The Tale of Laurel Touby, Bold Millionairess, So Far

I was recently at a tony wedding party — it was really fun! Hooray for love! — and all the women there were talking about, among other things of course, their dresses. It was all “Oh I got this at a sample sale” and the like. Everyone wanted to be clear that she hadn’t paid full price. Many of them even hadn’t. It was as if buying retail was a crime. And it was slightly scandalous (as if it were, like, 1890) that one somewhat New York-famous guest was wearing sneakers. They looked like Vans, people thought. But I pointed out that they were in fact Bottega Veneta sneakers — so, expensive, suede, woven vans — which retail for $560. So that was actually okay, I think.

This party took place the same weekend as Laurel Touby and Jon Fine’s “Housewarming and Art Party.” “Three long years ago,” the invitation went, “we invited our friends to a Housebreak party at our new apartment. With the assistance of giant Sharpies, spray paint, and sledgehammers, many of you played an invaluable role in the earliest stage of our renovation.” Among the invitees to this housewarming were novelist (etc.) Kurt Andersen, Flavorpill’s Mark Mangan, Craigslist’s Craig Newmark and enduring New York guest list names like Felix Salmon and Daniel Radosh. Not so fancy really.

This is what their apartment looked like three years ago. This is what it looks like now. As she told the New York Times in a profile in today’s Home section, she bought the apartment for $3.9 million (actually, $3,905,000, according to city records, to be precise), from Natalie and Steven Judelson, lawyers who now make artisanal sea salt in Amagansett, and then “renovated and furnished it for an additional $2 million.” Touby describes the apartment as being “in the heart” of Silicon Alley; it is not, it is really located somewhere near the left ear of Silicon Alley. Touby bought the pad with the money she received from the sale of the company Mediabistro, in 2007. Estimates as to her actual take-home varied at the time; New York solidly put it at $12 million, as she owned 60% of the company, so that’s a minimum, though that doesn’t count any of the traditionally tasty post-sale executive retention fees.

Not very much cash on hand, actually, to have spent $6 million on an apartment.

And not what I would do with it, exactly, nor is it likely what you would do with it, but yet that’s not a stupid investment; the apartment is very large, and on a very nice block of 19th Street — their names are on the buzzer! — and has a pretty roof deck. As if a hot piece of Manhattan real estate ever did anyone wrong!

Besides, though this may be totally untrue, word is that residents in the building are granted free meals from the exceptional restaurant located on the ground floor, as a condition of the restaurant’s lease.

But after the apartment purchase, they spent a few months traveling the world, starting in late 2009, and adding that to the $6 million minimum on the apartment and the fact that they are “helping to put seven nieces, nephews and cousins through college,” I would suggest that they carefully mind their money. It goes away so fast. (What’s interesting is that Touby said at the time of the company sale that one of the few things she wanted was a car and a driver; the cost of her apartment and renovation could have paid for a car and driver for at least 75 years.) [Update: Touby said on Twitter today that the whole “desiring a car and driver” thing is false, and that it was a “misquote” from ages ago. Too bad, cars with drivers are great!]

People this morning have been scandalized by the Times article, which details the $30,000 couch and the $30,000 “leather, chain-mail and fur indoor swing.” (Sounds uncomfortable.)

Mostly people are horrified afresh at the display of dollar signs. To be sure, $60K on two pieces of furniture is conspicuous consumption. A $2-million renovation is an awful lot of renovation. Yet people in New York City do this all the time. They just do not often relate the price tags to the New York Times. Touby’s greatest contribution to New York is to derail the secrecy surrounding these kind of expenditures. So often the rich are trotted out, eager for a little attention, American-style — but only the right kind of attention. They don’t want to be gauche, so they don’t actually discuss how much all that splendor cost, even as they drag it before us.

Touby is doing us all a huge favor, ripping off this bandage of classy concealment. Going forward, the Home section should spurn the refined who are unwilling to put their checkbooks out there. From rich to poor, we’re too often easily scandalized by the sheer act of the naming of price, whether it be salary, shoes, rent or leather, chain-mail and fur swings.

Whatever your personal feelings, which are sure to vary, I think we can agree that 1. that really is too much to pay for a couch that’s not even really that great and 2. that this is the single most objectionable sentence from the Times slideshow of the Touby-Fine residence:

The spalted maple chairs and walnut slab table were made by John Houshmand. “Spalted,” according to Wikipedia is a timber pigmented by a fungus.

Did we actually just get “according to Wikipedia”’d by the Times? On the fairly common topic of spalting, no less? What is this world coming to?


Assigned task -> Please repeat the records below exactly, skipping any pictures.

Supplied material ->
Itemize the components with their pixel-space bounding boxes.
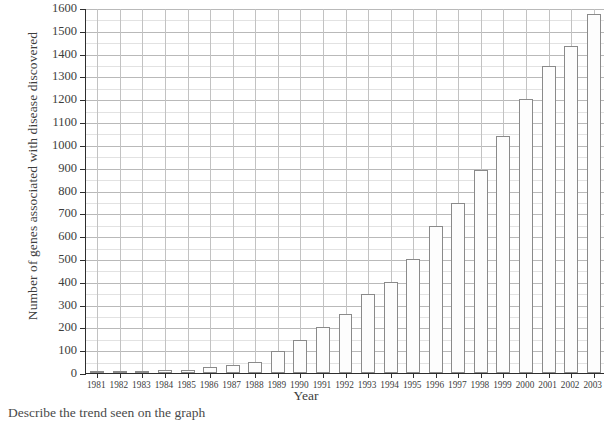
x-axis-tick bbox=[278, 373, 279, 378]
x-axis-tick bbox=[300, 373, 301, 378]
y-axis-tick-label: 200 bbox=[31, 320, 77, 335]
x-axis-tick bbox=[526, 373, 527, 378]
y-axis-tick-label: 1100 bbox=[31, 115, 77, 130]
bar bbox=[271, 351, 285, 373]
gridline-vertical bbox=[255, 9, 256, 373]
bar bbox=[496, 136, 510, 373]
y-axis-tick-label: 600 bbox=[31, 229, 77, 244]
bar bbox=[316, 327, 330, 373]
y-axis-tick-label: 300 bbox=[31, 298, 77, 313]
x-axis-tick bbox=[549, 373, 550, 378]
x-axis-tick bbox=[571, 373, 572, 378]
y-axis-tick bbox=[80, 306, 86, 307]
x-axis-tick bbox=[594, 373, 595, 378]
x-axis-tick bbox=[97, 373, 98, 378]
y-axis-tick-label: 800 bbox=[31, 184, 77, 199]
bar bbox=[451, 203, 465, 373]
bar bbox=[361, 294, 375, 373]
y-axis-tick bbox=[80, 237, 86, 238]
bar bbox=[406, 259, 420, 373]
y-axis-tick bbox=[80, 77, 86, 78]
gridline-vertical bbox=[120, 9, 121, 373]
x-axis-tick bbox=[255, 373, 256, 378]
x-axis-tick bbox=[210, 373, 211, 378]
y-axis-tick bbox=[80, 9, 86, 10]
y-axis-tick-label: 1200 bbox=[31, 92, 77, 107]
y-axis-tick bbox=[80, 374, 86, 375]
y-axis-tick-label: 1400 bbox=[31, 47, 77, 62]
x-axis-tick bbox=[346, 373, 347, 378]
bar bbox=[564, 46, 578, 373]
bar bbox=[519, 99, 533, 373]
bar bbox=[542, 66, 556, 373]
x-axis-tick bbox=[481, 373, 482, 378]
x-axis-tick bbox=[233, 373, 234, 378]
gridline-vertical bbox=[323, 9, 324, 373]
y-axis-tick bbox=[80, 146, 86, 147]
gridline-vertical bbox=[210, 9, 211, 373]
y-axis-tick bbox=[80, 123, 86, 124]
x-axis-tick bbox=[120, 373, 121, 378]
y-axis-tick-label: 1600 bbox=[31, 1, 77, 16]
y-axis-tick bbox=[80, 169, 86, 170]
y-axis-tick-label: 700 bbox=[31, 206, 77, 221]
bar bbox=[474, 170, 488, 373]
bar bbox=[226, 365, 240, 373]
y-axis-tick bbox=[80, 32, 86, 33]
x-axis-tick bbox=[165, 373, 166, 378]
bar bbox=[293, 340, 307, 373]
y-axis-tick bbox=[80, 260, 86, 261]
y-axis-tick-label: 1000 bbox=[31, 138, 77, 153]
y-axis-tick bbox=[80, 55, 86, 56]
x-axis-tick bbox=[503, 373, 504, 378]
x-axis-title: Year bbox=[0, 388, 612, 404]
x-axis-tick bbox=[368, 373, 369, 378]
x-axis-tick bbox=[413, 373, 414, 378]
bar bbox=[248, 362, 262, 373]
gridline-vertical bbox=[142, 9, 143, 373]
plot-area bbox=[85, 9, 604, 374]
x-axis-tick bbox=[142, 373, 143, 378]
y-axis-tick-label: 1500 bbox=[31, 24, 77, 39]
y-axis-tick-label: 500 bbox=[31, 252, 77, 267]
x-axis-tick bbox=[436, 373, 437, 378]
y-axis-tick bbox=[80, 283, 86, 284]
y-axis-tick bbox=[80, 214, 86, 215]
y-axis-tick bbox=[80, 351, 86, 352]
bar bbox=[429, 226, 443, 373]
bar bbox=[339, 314, 353, 373]
x-axis-tick bbox=[188, 373, 189, 378]
y-axis-tick-label: 1300 bbox=[31, 69, 77, 84]
y-axis-tick-label: 900 bbox=[31, 161, 77, 176]
bar bbox=[384, 282, 398, 373]
gridline-vertical bbox=[233, 9, 234, 373]
gridline-vertical bbox=[188, 9, 189, 373]
x-axis-tick bbox=[323, 373, 324, 378]
bar bbox=[587, 14, 601, 373]
gridline-vertical bbox=[300, 9, 301, 373]
gridline-vertical bbox=[165, 9, 166, 373]
y-axis-tick-label: 0 bbox=[31, 366, 77, 381]
x-axis-tick bbox=[391, 373, 392, 378]
gridline-vertical bbox=[278, 9, 279, 373]
y-axis-tick-label: 400 bbox=[31, 275, 77, 290]
figure-caption: Describe the trend seen on the graph bbox=[8, 405, 205, 421]
gridline-vertical bbox=[97, 9, 98, 373]
y-axis-tick bbox=[80, 192, 86, 193]
y-axis-tick bbox=[80, 328, 86, 329]
y-axis-tick bbox=[80, 100, 86, 101]
x-axis-tick bbox=[458, 373, 459, 378]
y-axis-tick-label: 100 bbox=[31, 343, 77, 358]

Solution ->
Itemize the components with their pixel-space bounding boxes.
x-axis-tick bbox=[278, 373, 279, 378]
x-axis-tick bbox=[300, 373, 301, 378]
y-axis-tick-label: 200 bbox=[31, 320, 77, 335]
x-axis-tick bbox=[526, 373, 527, 378]
y-axis-tick-label: 1100 bbox=[31, 115, 77, 130]
bar bbox=[271, 351, 285, 373]
gridline-vertical bbox=[255, 9, 256, 373]
bar bbox=[496, 136, 510, 373]
y-axis-tick-label: 600 bbox=[31, 229, 77, 244]
bar bbox=[316, 327, 330, 373]
y-axis-tick-label: 300 bbox=[31, 298, 77, 313]
x-axis-tick bbox=[549, 373, 550, 378]
x-axis-tick bbox=[571, 373, 572, 378]
y-axis-tick bbox=[80, 306, 86, 307]
x-axis-tick bbox=[594, 373, 595, 378]
x-axis-tick bbox=[97, 373, 98, 378]
y-axis-tick-label: 800 bbox=[31, 184, 77, 199]
bar bbox=[451, 203, 465, 373]
bar bbox=[361, 294, 375, 373]
y-axis-tick bbox=[80, 237, 86, 238]
bar bbox=[406, 259, 420, 373]
y-axis-tick bbox=[80, 77, 86, 78]
gridline-vertical bbox=[120, 9, 121, 373]
x-axis-tick bbox=[255, 373, 256, 378]
x-axis-tick bbox=[210, 373, 211, 378]
y-axis-tick bbox=[80, 9, 86, 10]
y-axis-tick-label: 1200 bbox=[31, 92, 77, 107]
y-axis-tick bbox=[80, 374, 86, 375]
y-axis-tick-label: 1400 bbox=[31, 47, 77, 62]
x-axis-tick bbox=[346, 373, 347, 378]
bar bbox=[564, 46, 578, 373]
bar bbox=[519, 99, 533, 373]
bar bbox=[542, 66, 556, 373]
x-axis-tick bbox=[481, 373, 482, 378]
x-axis-tick bbox=[233, 373, 234, 378]
gridline-vertical bbox=[323, 9, 324, 373]
y-axis-tick bbox=[80, 146, 86, 147]
gridline-vertical bbox=[210, 9, 211, 373]
y-axis-tick bbox=[80, 123, 86, 124]
x-axis-tick bbox=[120, 373, 121, 378]
y-axis-tick-label: 1600 bbox=[31, 1, 77, 16]
y-axis-tick bbox=[80, 169, 86, 170]
y-axis-tick-label: 700 bbox=[31, 206, 77, 221]
bar bbox=[474, 170, 488, 373]
bar bbox=[226, 365, 240, 373]
y-axis-tick bbox=[80, 32, 86, 33]
x-axis-tick bbox=[165, 373, 166, 378]
bar bbox=[293, 340, 307, 373]
y-axis-tick bbox=[80, 260, 86, 261]
y-axis-tick-label: 1000 bbox=[31, 138, 77, 153]
y-axis-tick bbox=[80, 55, 86, 56]
x-axis-tick bbox=[503, 373, 504, 378]
x-axis-title: Year bbox=[0, 388, 612, 404]
x-axis-tick bbox=[368, 373, 369, 378]
x-axis-tick bbox=[413, 373, 414, 378]
bar bbox=[248, 362, 262, 373]
gridline-vertical bbox=[142, 9, 143, 373]
plot-area bbox=[85, 9, 604, 374]
x-axis-tick bbox=[142, 373, 143, 378]
y-axis-tick-label: 1500 bbox=[31, 24, 77, 39]
y-axis-tick-label: 500 bbox=[31, 252, 77, 267]
x-axis-tick bbox=[436, 373, 437, 378]
y-axis-tick bbox=[80, 283, 86, 284]
y-axis-tick bbox=[80, 214, 86, 215]
y-axis-tick bbox=[80, 351, 86, 352]
bar bbox=[429, 226, 443, 373]
bar bbox=[339, 314, 353, 373]
x-axis-tick bbox=[188, 373, 189, 378]
y-axis-tick-label: 1300 bbox=[31, 69, 77, 84]
y-axis-tick-label: 900 bbox=[31, 161, 77, 176]
bar bbox=[384, 282, 398, 373]
gridline-vertical bbox=[233, 9, 234, 373]
gridline-vertical bbox=[188, 9, 189, 373]
x-axis-tick bbox=[323, 373, 324, 378]
bar bbox=[587, 14, 601, 373]
gridline-vertical bbox=[300, 9, 301, 373]
gridline-vertical bbox=[165, 9, 166, 373]
y-axis-tick-label: 0 bbox=[31, 366, 77, 381]
x-axis-tick bbox=[391, 373, 392, 378]
gridline-vertical bbox=[278, 9, 279, 373]
y-axis-tick-label: 400 bbox=[31, 275, 77, 290]
figure-caption: Describe the trend seen on the graph bbox=[8, 405, 205, 421]
gridline-vertical bbox=[97, 9, 98, 373]
y-axis-tick bbox=[80, 192, 86, 193]
y-axis-tick bbox=[80, 328, 86, 329]
y-axis-tick bbox=[80, 100, 86, 101]
x-axis-tick bbox=[458, 373, 459, 378]
y-axis-tick-label: 100 bbox=[31, 343, 77, 358]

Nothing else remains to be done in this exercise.